(Editor’s note: This is the first appearance of “Risks & Benefits,” a weekly column covering risk management, employee benefits, compensation, and other workplace issues of interest to senior financial executives. Comments are welcomed. E-Mail to: [email protected].)
On the surface, it sounds like a great idea, a perfect incentive to cut down absenteeism during the height of the cold-and-flu season.
Employers are increasingly looking at ways to reward employees for not using sick days when they merely have the sniffles.
At a General Dynamics Electric Boat division shipyard in Groton, Conn., for example, salaried workers get to take part in a lottery if they don’t use sick days. The lures are cash prizes of up to $2,500, gift certificates, or free parking spaces, according to a Dec. 21 Associated Press story.
The AP story also cites the use of “paid time off” (PTO) days as proof that employers are looking to get workers to use less sick time as a way to cut costs. In PTO programs, whether a worker takes time off to care for an injured child or parent, nurse a cold, or hang out at the local pool hall is immaterial.
Employees simply get a set amount of days, which the employer can vary in tune with the employee’s length of service or position. Days can be carried over from year to year in such a program.
The reasoning behind PTO programs, as it is behind the shipyard’s lottery, is to encourage an employee to take as few sick days as possible. Offer them a reward, and they will come to work.
The reasoning, however, stinks.
This is because employers who push employees to walk wounded into the workplace are asking for trouble on at least three fronts: Increased legal liabilities, workplace health woes, and labor-retention problems.
Take the case of Jim Henson, creator of the Muppets. Back in 1990 he tragically died from an aggressive strep infection that reportedly started off with the symptoms of a cold. He was said to have ignored the symptoms, pressed on with his hectic schedule, and then wound up in the hospital—too late.
Now, Henson was the head of his own company, not just a mere employee, and his illness occurred before the days of PTOs and lotteries. Thus, his family had no one to blame but Henson himself.
However, say a worker has what seems to be a bad, lingering cold, and limps into work in search of winning a coveted parking space in a lottery or to hold on to her PTO days for summer vacation.
If she had an ailment similar to Henson’s, was persuaded by her employer’s sick-leave policy to come into work, and ended up dying, could a lawsuit by her surviving family be far behind?
This isn’t as far-fetched as it sounds. The increasing involvement of employers in directing employee health care, especially through the use of managed-care plans, already represents a source of fiduciary liability. Employers, for instance, can already be pulled into a “death-by-utilization-review” suit for picking a managed-care provider that tells a worker to hold off seeking life-saving medical care.
Extending this concept just a bit further, it may not be long before an employer is hit with litigation, arguing that it encouraged a worker to neglect a deadly ailment by means of an erring sick-day policy: a “death-by-PTO” suit.
By that reasoning, risk managers working for companies with such policies had better check their companies’ liability policies to see if they have adequate coverage.
More obviously, programs encouraging workers to cut down on sick-day use can spur the spread of contagious ailments to other employees. In the cold season, as every supervisor knows, absences can mount as a result of an uncovered cough or an ill-placed, used tissue.
Hearing a persistent hacking cough, many bosses frequently send the worker home. But if there’s enough motivation to avoid using a sick day, the worker could resist.
Further, widespread underuse of sick days could cost an employer money by contributing to an increase in health-insurance claims. And if a worker’s ailment impairs his judgement or alertness in the workplace, it can lead to workers’ compensation claims. Think about the drug warning labels on certain medications that advise the user not to drive or operate heavy machinery.
The third reason employers shouldn’t set up programs discouraging sick-day use is the demeaning message they send to employees. According to the AP article, a software engineer-manager at the shipyard who won $1,000 in connection with his not taking a sick day in five years, praised the lottery as “a big incentive for people to be in work.”
In this day of tight labor markets and tough times in retaining talented workers, an employer should be providing better incentives than persuading employees to roll out of bed in the morning.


Problem description -
Retype the entries exactly; omit all pictures.

Dataset records -
⁂

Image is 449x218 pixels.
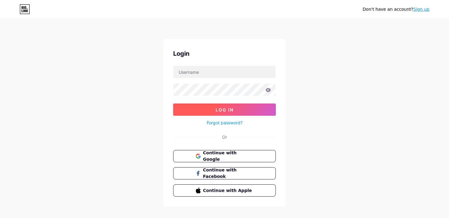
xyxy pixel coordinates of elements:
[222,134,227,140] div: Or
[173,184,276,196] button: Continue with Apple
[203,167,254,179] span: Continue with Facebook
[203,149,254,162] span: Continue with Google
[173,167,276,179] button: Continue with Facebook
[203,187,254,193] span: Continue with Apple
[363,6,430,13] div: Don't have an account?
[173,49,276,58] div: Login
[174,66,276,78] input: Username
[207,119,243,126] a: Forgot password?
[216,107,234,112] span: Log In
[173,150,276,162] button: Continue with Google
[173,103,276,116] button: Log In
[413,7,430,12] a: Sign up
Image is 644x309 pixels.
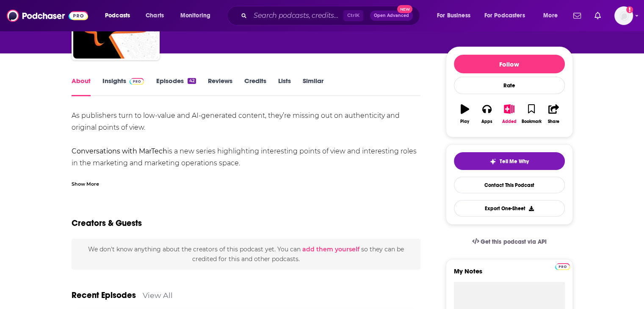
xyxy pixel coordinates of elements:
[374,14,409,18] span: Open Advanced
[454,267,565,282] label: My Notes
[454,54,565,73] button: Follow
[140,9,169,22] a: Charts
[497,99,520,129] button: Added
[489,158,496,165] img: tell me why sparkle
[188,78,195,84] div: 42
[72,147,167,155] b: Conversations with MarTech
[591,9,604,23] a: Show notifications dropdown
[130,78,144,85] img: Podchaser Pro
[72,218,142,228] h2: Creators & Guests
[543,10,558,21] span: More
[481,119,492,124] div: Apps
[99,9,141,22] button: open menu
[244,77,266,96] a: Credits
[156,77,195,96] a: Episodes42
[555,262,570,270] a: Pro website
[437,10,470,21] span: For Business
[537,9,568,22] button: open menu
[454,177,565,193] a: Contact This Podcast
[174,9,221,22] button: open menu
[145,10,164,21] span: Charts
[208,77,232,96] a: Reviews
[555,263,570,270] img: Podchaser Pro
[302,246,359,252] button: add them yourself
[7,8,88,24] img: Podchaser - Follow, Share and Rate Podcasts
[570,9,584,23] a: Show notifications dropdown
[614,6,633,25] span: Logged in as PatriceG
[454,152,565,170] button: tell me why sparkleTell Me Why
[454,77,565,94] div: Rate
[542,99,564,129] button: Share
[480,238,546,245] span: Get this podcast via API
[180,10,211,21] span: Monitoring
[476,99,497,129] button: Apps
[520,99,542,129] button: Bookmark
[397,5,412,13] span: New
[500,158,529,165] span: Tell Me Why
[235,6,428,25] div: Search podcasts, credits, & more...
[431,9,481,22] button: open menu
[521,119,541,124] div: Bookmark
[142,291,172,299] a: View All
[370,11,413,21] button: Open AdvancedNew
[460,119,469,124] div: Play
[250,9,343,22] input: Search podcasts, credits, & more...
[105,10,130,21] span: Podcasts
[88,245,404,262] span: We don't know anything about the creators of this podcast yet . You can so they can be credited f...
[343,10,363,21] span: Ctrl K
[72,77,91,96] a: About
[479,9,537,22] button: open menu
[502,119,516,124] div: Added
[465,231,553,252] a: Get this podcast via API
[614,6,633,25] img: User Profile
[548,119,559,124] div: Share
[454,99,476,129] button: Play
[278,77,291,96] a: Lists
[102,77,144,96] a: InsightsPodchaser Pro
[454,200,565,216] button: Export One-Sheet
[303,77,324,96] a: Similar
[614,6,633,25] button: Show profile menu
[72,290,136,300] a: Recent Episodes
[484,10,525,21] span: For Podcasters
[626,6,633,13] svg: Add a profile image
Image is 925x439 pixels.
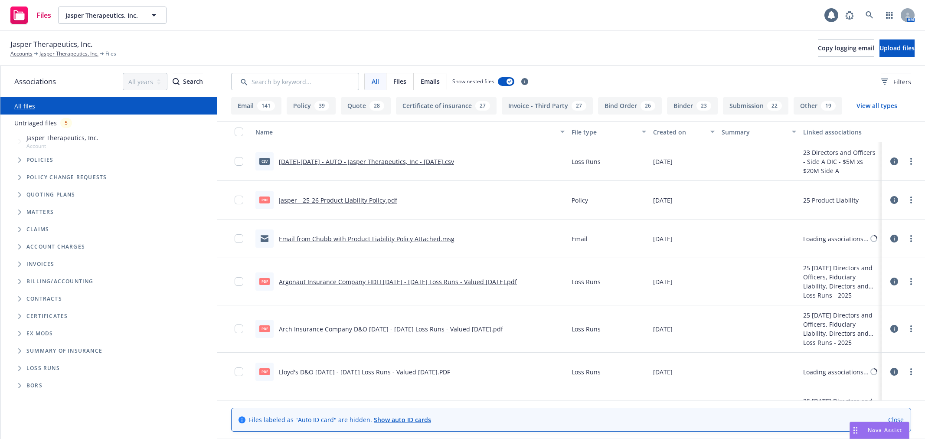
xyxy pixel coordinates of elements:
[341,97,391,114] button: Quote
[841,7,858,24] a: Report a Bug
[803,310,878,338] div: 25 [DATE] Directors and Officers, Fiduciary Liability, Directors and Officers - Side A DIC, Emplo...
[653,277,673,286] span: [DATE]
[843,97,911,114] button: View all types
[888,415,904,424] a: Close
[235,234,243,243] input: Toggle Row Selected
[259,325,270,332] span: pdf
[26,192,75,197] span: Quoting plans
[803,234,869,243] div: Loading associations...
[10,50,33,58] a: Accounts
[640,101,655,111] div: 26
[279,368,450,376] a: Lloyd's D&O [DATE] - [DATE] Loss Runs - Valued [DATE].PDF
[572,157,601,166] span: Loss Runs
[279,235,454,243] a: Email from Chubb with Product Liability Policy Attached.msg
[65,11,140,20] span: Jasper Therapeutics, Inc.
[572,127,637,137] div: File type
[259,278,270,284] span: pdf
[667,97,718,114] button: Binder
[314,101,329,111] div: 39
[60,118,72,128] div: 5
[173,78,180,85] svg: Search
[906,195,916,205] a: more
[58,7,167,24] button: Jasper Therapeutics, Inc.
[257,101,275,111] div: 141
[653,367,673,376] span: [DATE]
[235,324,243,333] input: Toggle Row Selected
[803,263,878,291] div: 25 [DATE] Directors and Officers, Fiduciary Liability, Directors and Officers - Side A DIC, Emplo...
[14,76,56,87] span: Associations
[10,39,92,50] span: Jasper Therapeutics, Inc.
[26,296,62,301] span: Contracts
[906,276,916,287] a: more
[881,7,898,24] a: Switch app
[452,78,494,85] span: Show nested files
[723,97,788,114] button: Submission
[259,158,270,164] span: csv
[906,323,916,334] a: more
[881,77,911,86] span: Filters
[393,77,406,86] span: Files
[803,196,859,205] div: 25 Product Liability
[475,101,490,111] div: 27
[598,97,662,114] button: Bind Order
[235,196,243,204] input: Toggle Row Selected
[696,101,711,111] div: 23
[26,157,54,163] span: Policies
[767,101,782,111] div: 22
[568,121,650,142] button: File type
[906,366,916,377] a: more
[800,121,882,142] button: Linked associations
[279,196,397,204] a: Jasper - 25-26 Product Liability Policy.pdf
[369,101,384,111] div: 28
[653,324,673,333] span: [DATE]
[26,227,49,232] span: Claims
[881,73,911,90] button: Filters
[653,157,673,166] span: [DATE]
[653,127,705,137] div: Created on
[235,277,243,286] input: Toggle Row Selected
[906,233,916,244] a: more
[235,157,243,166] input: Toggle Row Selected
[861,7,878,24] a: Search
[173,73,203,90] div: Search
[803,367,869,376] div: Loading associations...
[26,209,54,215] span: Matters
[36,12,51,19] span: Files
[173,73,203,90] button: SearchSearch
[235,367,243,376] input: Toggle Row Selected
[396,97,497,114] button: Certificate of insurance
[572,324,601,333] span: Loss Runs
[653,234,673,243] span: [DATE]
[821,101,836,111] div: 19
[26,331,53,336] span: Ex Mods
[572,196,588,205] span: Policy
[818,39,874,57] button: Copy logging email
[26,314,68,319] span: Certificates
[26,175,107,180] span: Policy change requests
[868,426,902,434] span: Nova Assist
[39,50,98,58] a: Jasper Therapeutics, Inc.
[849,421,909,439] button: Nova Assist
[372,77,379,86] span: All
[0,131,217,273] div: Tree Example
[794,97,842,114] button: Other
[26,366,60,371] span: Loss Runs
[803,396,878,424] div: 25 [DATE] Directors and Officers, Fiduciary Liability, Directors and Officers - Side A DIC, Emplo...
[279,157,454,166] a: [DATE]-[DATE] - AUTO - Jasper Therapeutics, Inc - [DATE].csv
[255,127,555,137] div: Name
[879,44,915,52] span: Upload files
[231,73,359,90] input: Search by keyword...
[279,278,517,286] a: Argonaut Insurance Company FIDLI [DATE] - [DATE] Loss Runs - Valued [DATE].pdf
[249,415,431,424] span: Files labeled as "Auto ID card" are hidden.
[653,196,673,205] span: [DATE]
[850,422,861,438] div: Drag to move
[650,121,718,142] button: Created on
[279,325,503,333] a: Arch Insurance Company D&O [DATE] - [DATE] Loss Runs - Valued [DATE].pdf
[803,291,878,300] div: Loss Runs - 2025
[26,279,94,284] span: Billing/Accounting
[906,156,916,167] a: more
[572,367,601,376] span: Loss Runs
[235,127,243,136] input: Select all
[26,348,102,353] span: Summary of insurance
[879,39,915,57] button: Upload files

⁂

Result for this exercise -
Image is 449x218 pixels.
xyxy pixel coordinates of elements:
[222,134,227,140] div: Or
[173,184,276,196] button: Continue with Apple
[203,167,254,179] span: Continue with Facebook
[203,149,254,162] span: Continue with Google
[173,167,276,179] button: Continue with Facebook
[203,187,254,193] span: Continue with Apple
[363,6,430,13] div: Don't have an account?
[173,49,276,58] div: Login
[174,66,276,78] input: Username
[207,119,243,126] a: Forgot password?
[216,107,234,112] span: Log In
[173,150,276,162] button: Continue with Google
[173,103,276,116] button: Log In
[413,7,430,12] a: Sign up
Image is 644x309 pixels.
xyxy pixel coordinates of elements:
[374,14,409,18] span: Open Advanced
[454,267,565,282] label: My Notes
[454,54,565,73] button: Follow
[140,9,169,22] a: Charts
[497,99,520,129] button: Added
[489,158,496,165] img: tell me why sparkle
[188,78,195,84] div: 42
[72,147,167,155] b: Conversations with MarTech
[591,9,604,23] a: Show notifications dropdown
[130,78,144,85] img: Podchaser Pro
[72,218,142,228] h2: Creators & Guests
[543,10,558,21] span: More
[481,119,492,124] div: Apps
[99,9,141,22] button: open menu
[244,77,266,96] a: Credits
[156,77,195,96] a: Episodes42
[555,262,570,270] a: Pro website
[437,10,470,21] span: For Business
[537,9,568,22] button: open menu
[454,177,565,193] a: Contact This Podcast
[174,9,221,22] button: open menu
[145,10,164,21] span: Charts
[208,77,232,96] a: Reviews
[555,263,570,270] img: Podchaser Pro
[302,246,359,252] button: add them yourself
[7,8,88,24] img: Podchaser - Follow, Share and Rate Podcasts
[570,9,584,23] a: Show notifications dropdown
[614,6,633,25] span: Logged in as PatriceG
[454,152,565,170] button: tell me why sparkleTell Me Why
[454,77,565,94] div: Rate
[542,99,564,129] button: Share
[480,238,546,245] span: Get this podcast via API
[180,10,211,21] span: Monitoring
[476,99,497,129] button: Apps
[520,99,542,129] button: Bookmark
[397,5,412,13] span: New
[500,158,529,165] span: Tell Me Why
[235,6,428,25] div: Search podcasts, credits, & more...
[431,9,481,22] button: open menu
[521,119,541,124] div: Bookmark
[142,291,172,299] a: View All
[370,11,413,21] button: Open AdvancedNew
[460,119,469,124] div: Play
[250,9,343,22] input: Search podcasts, credits, & more...
[105,10,130,21] span: Podcasts
[88,245,404,262] span: We don't know anything about the creators of this podcast yet . You can so they can be credited f...
[343,10,363,21] span: Ctrl K
[72,77,91,96] a: About
[479,9,537,22] button: open menu
[502,119,516,124] div: Added
[465,231,553,252] a: Get this podcast via API
[614,6,633,25] img: User Profile
[548,119,559,124] div: Share
[454,99,476,129] button: Play
[278,77,291,96] a: Lists
[102,77,144,96] a: InsightsPodchaser Pro
[454,200,565,216] button: Export One-Sheet
[303,77,324,96] a: Similar
[614,6,633,25] button: Show profile menu
[72,290,136,300] a: Recent Episodes
[484,10,525,21] span: For Podcasters
[626,6,633,13] svg: Add a profile image
Image is 925x439 pixels.
xyxy pixel coordinates of elements:
[341,97,391,114] button: Quote
[841,7,858,24] a: Report a Bug
[803,310,878,338] div: 25 [DATE] Directors and Officers, Fiduciary Liability, Directors and Officers - Side A DIC, Emplo...
[653,277,673,286] span: [DATE]
[843,97,911,114] button: View all types
[888,415,904,424] a: Close
[235,234,243,243] input: Toggle Row Selected
[259,325,270,332] span: pdf
[26,192,75,197] span: Quoting plans
[803,234,869,243] div: Loading associations...
[10,50,33,58] a: Accounts
[640,101,655,111] div: 26
[279,368,450,376] a: Lloyd's D&O [DATE] - [DATE] Loss Runs - Valued [DATE].PDF
[572,157,601,166] span: Loss Runs
[279,235,454,243] a: Email from Chubb with Product Liability Policy Attached.msg
[65,11,140,20] span: Jasper Therapeutics, Inc.
[572,127,637,137] div: File type
[259,278,270,284] span: pdf
[667,97,718,114] button: Binder
[314,101,329,111] div: 39
[60,118,72,128] div: 5
[173,78,180,85] svg: Search
[906,195,916,205] a: more
[58,7,167,24] button: Jasper Therapeutics, Inc.
[257,101,275,111] div: 141
[653,367,673,376] span: [DATE]
[235,324,243,333] input: Toggle Row Selected
[803,263,878,291] div: 25 [DATE] Directors and Officers, Fiduciary Liability, Directors and Officers - Side A DIC, Emplo...
[14,76,56,87] span: Associations
[10,39,92,50] span: Jasper Therapeutics, Inc.
[26,296,62,301] span: Contracts
[906,276,916,287] a: more
[881,7,898,24] a: Switch app
[452,78,494,85] span: Show nested files
[723,97,788,114] button: Submission
[259,158,270,164] span: csv
[906,323,916,334] a: more
[881,77,911,86] span: Filters
[393,77,406,86] span: Files
[803,196,859,205] div: 25 Product Liability
[475,101,490,111] div: 27
[598,97,662,114] button: Bind Order
[235,196,243,204] input: Toggle Row Selected
[696,101,711,111] div: 23
[26,157,54,163] span: Policies
[767,101,782,111] div: 22
[568,121,650,142] button: File type
[906,366,916,377] a: more
[800,121,882,142] button: Linked associations
[279,196,397,204] a: Jasper - 25-26 Product Liability Policy.pdf
[369,101,384,111] div: 28
[653,324,673,333] span: [DATE]
[26,227,49,232] span: Claims
[881,73,911,90] button: Filters
[653,157,673,166] span: [DATE]
[653,127,705,137] div: Created on
[235,277,243,286] input: Toggle Row Selected
[906,233,916,244] a: more
[235,157,243,166] input: Toggle Row Selected
[861,7,878,24] a: Search
[173,73,203,90] div: Search
[803,367,869,376] div: Loading associations...
[26,209,54,215] span: Matters
[36,12,51,19] span: Files
[173,73,203,90] button: SearchSearch
[235,367,243,376] input: Toggle Row Selected
[396,97,497,114] button: Certificate of insurance
[572,324,601,333] span: Loss Runs
[653,234,673,243] span: [DATE]
[821,101,836,111] div: 19
[26,331,53,336] span: Ex Mods
[572,196,588,205] span: Policy
[818,39,874,57] button: Copy logging email
[26,314,68,319] span: Certificates
[26,175,107,180] span: Policy change requests
[868,426,902,434] span: Nova Assist
[39,50,98,58] a: Jasper Therapeutics, Inc.
[849,421,909,439] button: Nova Assist
[372,77,379,86] span: All
[0,131,217,273] div: Tree Example
[794,97,842,114] button: Other
[26,366,60,371] span: Loss Runs
[803,396,878,424] div: 25 [DATE] Directors and Officers, Fiduciary Liability, Directors and Officers - Side A DIC, Emplo...
[279,157,454,166] a: [DATE]-[DATE] - AUTO - Jasper Therapeutics, Inc - [DATE].csv
[255,127,555,137] div: Name
[879,44,915,52] span: Upload files
[231,73,359,90] input: Search by keyword...
[279,278,517,286] a: Argonaut Insurance Company FIDLI [DATE] - [DATE] Loss Runs - Valued [DATE].pdf
[249,415,431,424] span: Files labeled as "Auto ID card" are hidden.
[653,196,673,205] span: [DATE]
[850,422,861,438] div: Drag to move
[650,121,718,142] button: Created on
[279,325,503,333] a: Arch Insurance Company D&O [DATE] - [DATE] Loss Runs - Valued [DATE].pdf
[803,291,878,300] div: Loss Runs - 2025
[26,279,94,284] span: Billing/Accounting
[906,156,916,167] a: more
[572,367,601,376] span: Loss Runs
[235,127,243,136] input: Select all
[26,348,102,353] span: Summary of insurance
[879,39,915,57] button: Upload files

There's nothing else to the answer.